FORMER Abingdon Scout leader Kathy Hayward has been reunited with a box of memories she thought was lost.

In February, Devon Scout leader Helen Turner discovered a bag in the roof of her Scout hall full of newspaper clippings about Mrs Hayward from the 1990s.

Twenty years ago, Mrs Hayward, then Kathy Chalmers, had responses from across the country with her Pass the Parcel shoebox collection for victims of the Bosnian War.

As well as collecting hundreds of tons of items, the five-year campaign, sponsored by the Oxford Mail, saw her travel to the warzone seven times.

In 1999, Mrs Hayward moved to Devon, loaned her archive to the Honiton Scouts to learn about Pass the Parcel, and never got around to picking it up.

Mrs Turner had no idea how the clippings ended up in the hut until last month when Mrs Hayward, living 10 minutes down the road in Honiton, heard about the discovery of her clippings.

On February 15, an Oxford Mail story on Mrs Turner’s search for the Abingdon Scout leader was spotted by Mrs Hayward’s daughter Natalie, who still lives in Abingdon.

So Mrs Hayward went back to the Scout hall, met Mrs Turner, and relived memories she had forgotten.

Mrs Hayward, who turned 60 in May, said: “This is the most wonderful 60th birthday present anyone could have given me.

“It is so surreal the story came to Honiton via Abingdon.

“I had forgotten about a lot of it, I even gave them a part of my diary.

“It has just blown me away.”

She added: “I put on so much mascara that day when I went to meet Helen and said I wouldn’t cry but as soon as I got out I went to the nearest toilet and started crying.

“Helen is a lovely girl.
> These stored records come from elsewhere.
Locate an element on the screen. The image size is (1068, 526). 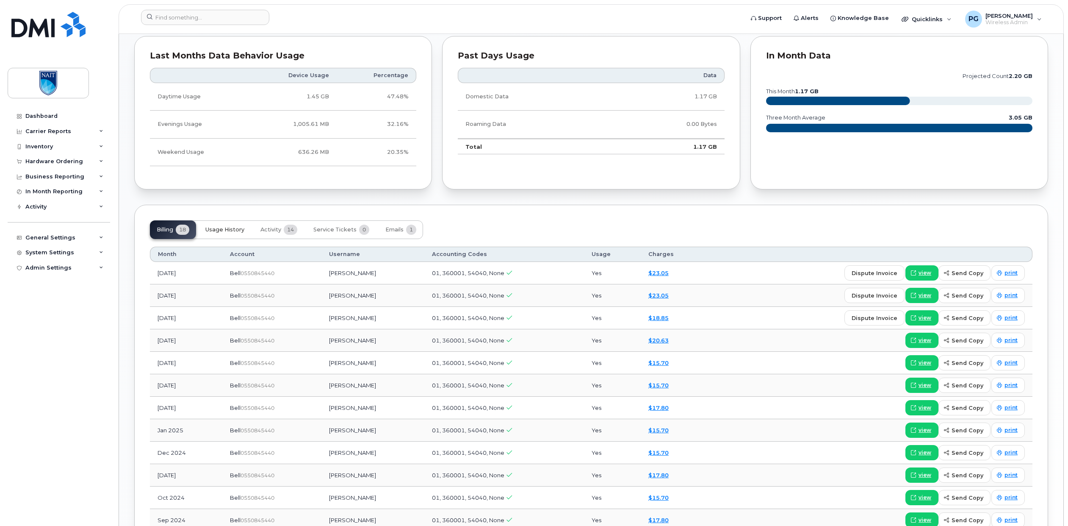
input: Find something... is located at coordinates (205, 17).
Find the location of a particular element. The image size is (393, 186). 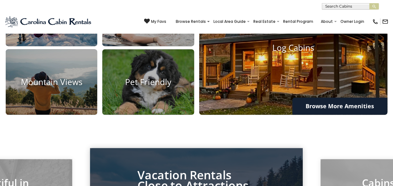

h4: Mountain Views is located at coordinates (51, 81).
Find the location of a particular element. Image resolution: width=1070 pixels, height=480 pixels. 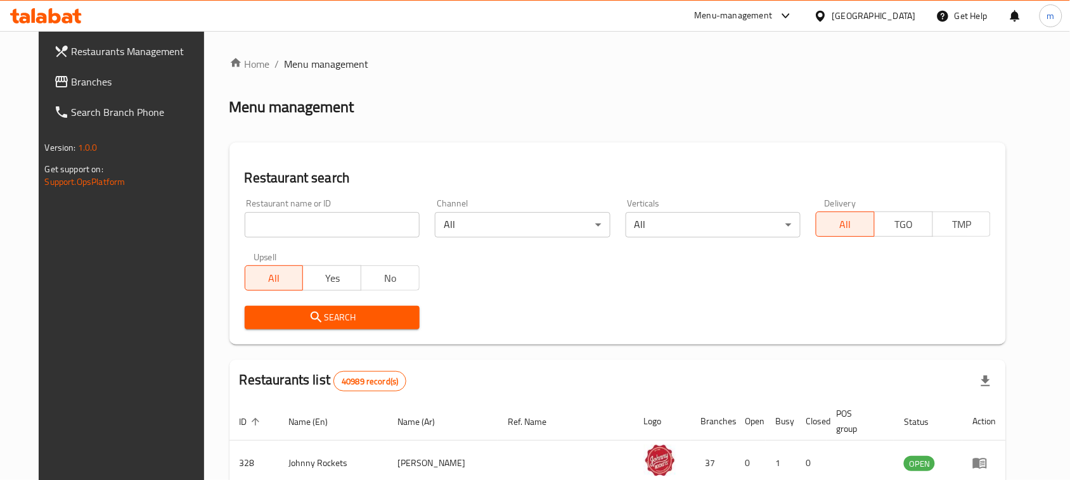

a: Restaurants Management is located at coordinates (131, 51).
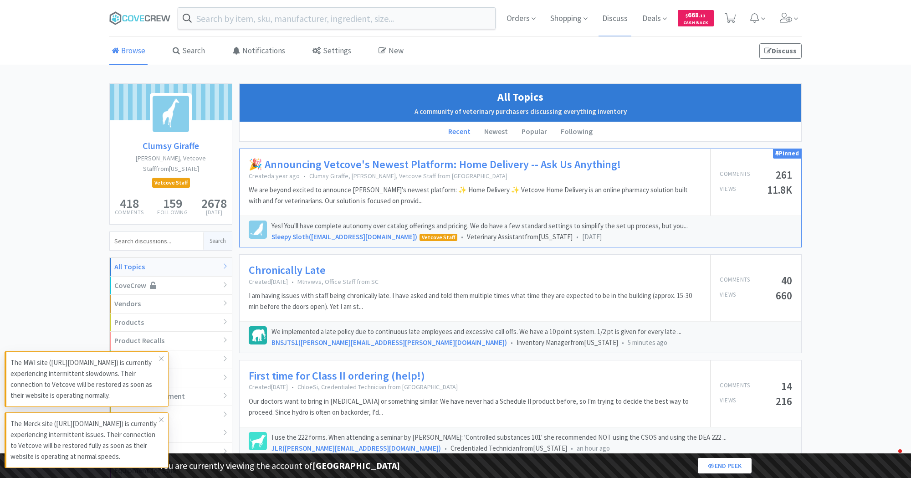  Describe the element at coordinates (156, 241) in the screenshot. I see `input: Search discussions...` at that location.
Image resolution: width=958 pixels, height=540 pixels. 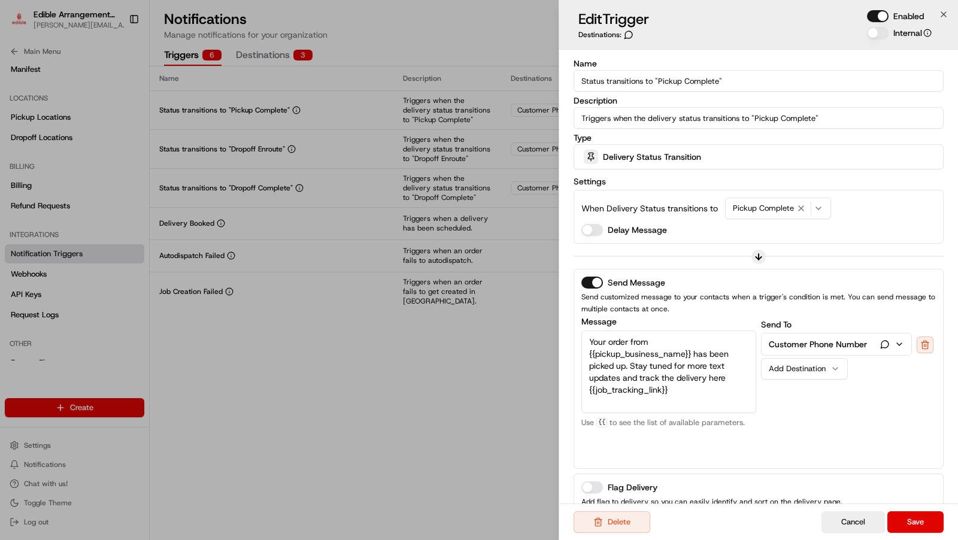 I want to click on label: Type, so click(x=758, y=138).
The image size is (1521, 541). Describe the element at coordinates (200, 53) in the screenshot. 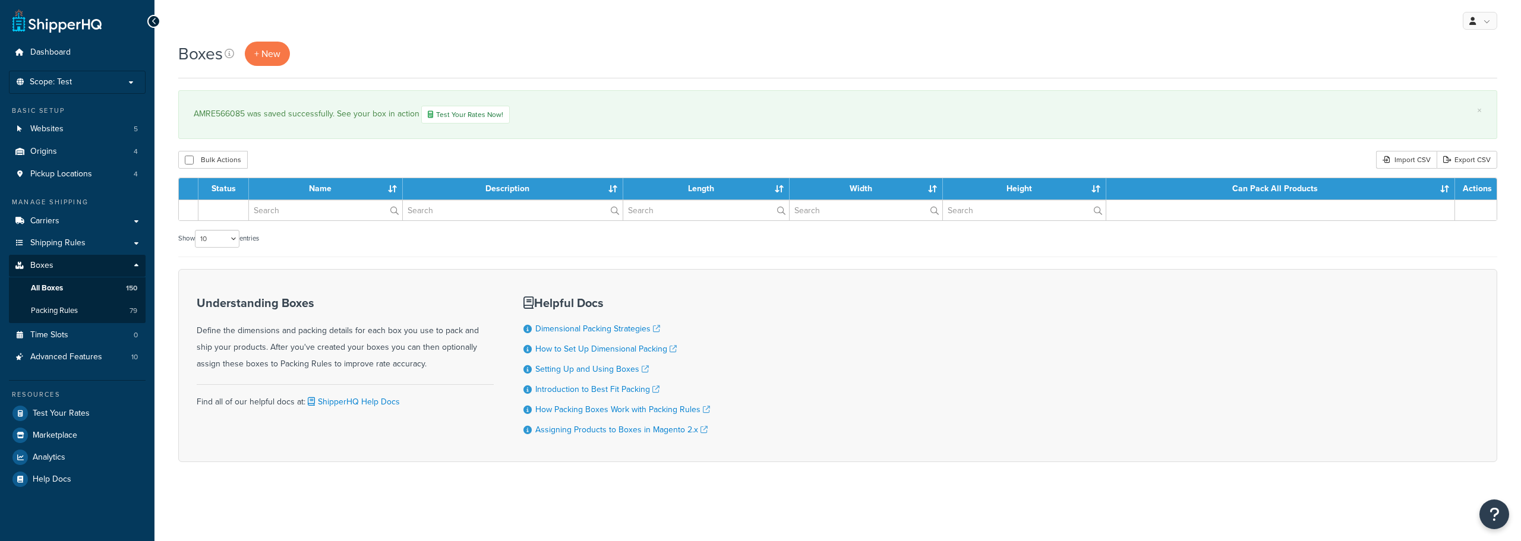

I see `h1: Boxes` at that location.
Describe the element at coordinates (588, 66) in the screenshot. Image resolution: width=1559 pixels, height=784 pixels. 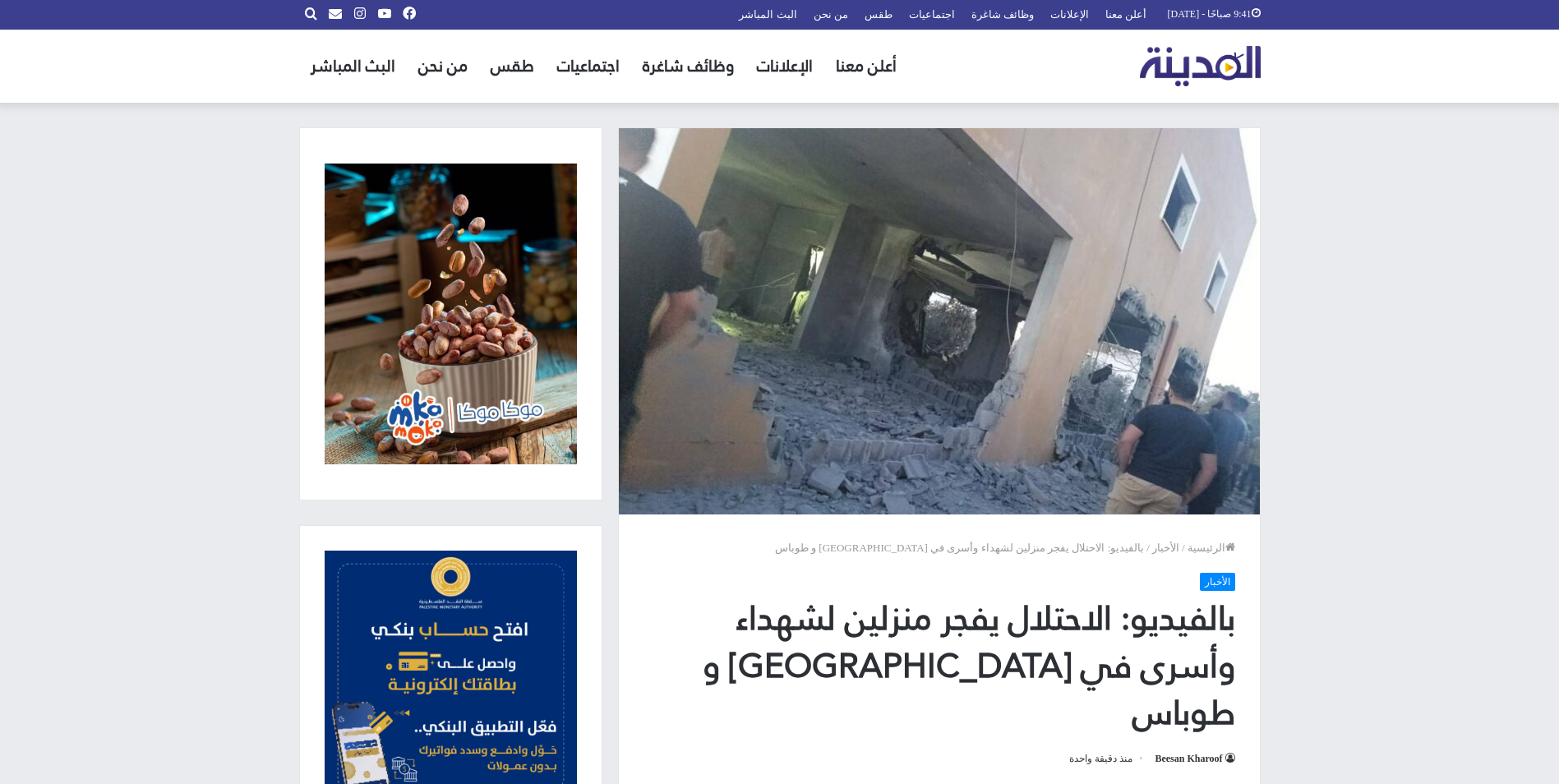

I walked in and I got this great big hug. It was something else.”

Reunited with the bag of clippings from the Oxford Mail, Mrs Hayward remembered just what a surreal and, at times, terrifying experience she had in Bosnia.

She said: “We were shot at, I’ve been through sniper alley.

“You go through a checkpoint you don’t recognise, your tyres are shot, these guys are walking around with rifles, what do you do?”

In 1993, she and Oxford Mail photographer John Lawrence travelled to Split on the Croatian coast to deliver aid. She remembered: “One night, one of the United Nations soldiers came in.

“I had never seen a grown man cry before, he was in tears.

“I said ‘what’s going on?’ and he told us he had just found about 50 refugees about a mile up the road but couldn’t bring them into the camp.

“Some of the sites were horrific.”

In September, she and husband Brian will return to Croatia for the first time since 1997.

She said: “It’s going to be emotional but it is also a celebration.”